Sunday, July 01, 2018

Familiar Names

When we see law suits over our rights there is a good chance that the legal firm handling the case is one of a couple firms that specializes in claiming that people of “faith” can bully others.
Student LGBTQ YouTube Project Angers Litigious Religious Group
Forbes
By Fruzsina Eordogh
June 30, 2018

An April 27th morning announcement at Emmaus High School in Pennsylvania may go down as the most controversial high school morning announcement in history… because of the YouTube videos students incorporated.

Every year, the Gay, Lesbian & Straight Education Network (GLSEN) raises awareness of the bullying LGBTQ students still face with The Day of Silence, an annual tradition that encourages just that, a vow of silence among students. This year, it fell on April 27th, where students at Emmaus thought it would be a good idea to play some anti-bullying YouTube videos to the school as well. 
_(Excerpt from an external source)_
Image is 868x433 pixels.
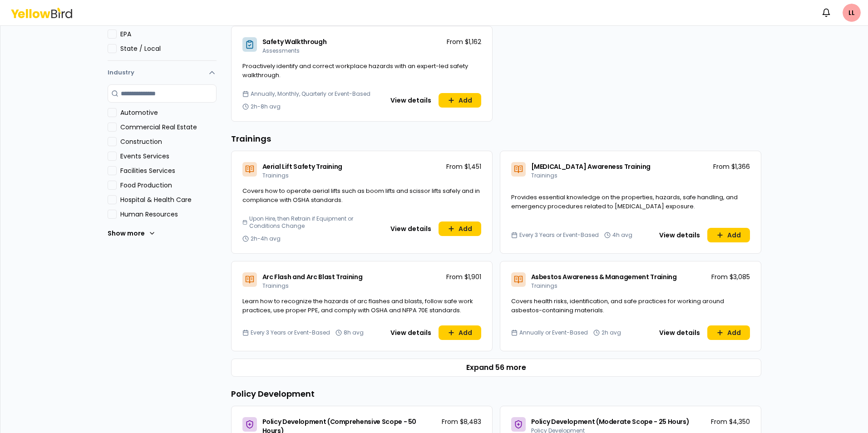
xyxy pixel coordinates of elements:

Conservative parents are outraged, claiming their parental rights have been violated and that their children were subjected to homosexual “propaganda.” One parent alleged his son felt “bullied” because he was heterosexual. A school board meeting last Monday was packed and heated, with one student telling local paper The Morning Call he was called a homophobic slur for helping curate said YouTube videos at a prior school board meeting.
And who butts into the fray?
Then this week, the Liberty Counsel, a non-profit group that offers legal aid and assists in lawsuits related to Evangelical values, stepped into the fray with a bizarre letter to the school demanding all public records related to the morning announcement and the links to the videos used in the student project. One of the videos is a CBS report. Another is the Buzzfeed video “9 Questions Gay People Have About Straight People.” Yet another is a YouTube Spotlight video that has been viewed more than 3 million times. There is nothing stopping conservative parents from watching these videos with their children at home, so the letter comes off as disingenuous, at best. “Parents have the right to know the exact nature of the special-interest propaganda their children have been subjected to when at school,” wrote Mat Staver, Founder and Chairman of Liberty Counsel, in the letter.
But the school stands fast and refused to give over the students’ classwork, claiming to do so would violate federal law.
The school refused to comply on the grounds that "a parent or member of the public has no right to view or access a student's term paper, speech, or multimedia project just because he or she objects to the topic.”
In an interview on WFMZ-TV 69
"Would the school allow the opposite view to be presented to the students?" asked Diane Gramley, president of the American Family Association of Pennsylvania.

Emmaus High School student Aidan Levinson says the idea that the videos forced the gay lifestyle onto heterosexual students couldn't be further from the truth.
“It is against our religion not to be able to discriminate!” if you stop and think that it what they are arguing is  that they should be able to hide behind religion to bully and harass others who don’t believe in what they believe. But what about those religions that believe it is wrong to discriminate, are not their religious beliefs being violated by the religious zealots?

I remember one LGBT conference where they had workshops about affirming churches and a “family” association complained to the state because the conference received state funding. The conference organizers offered to have workshops about non-affirming churches but the “family” association didn’t like that idea.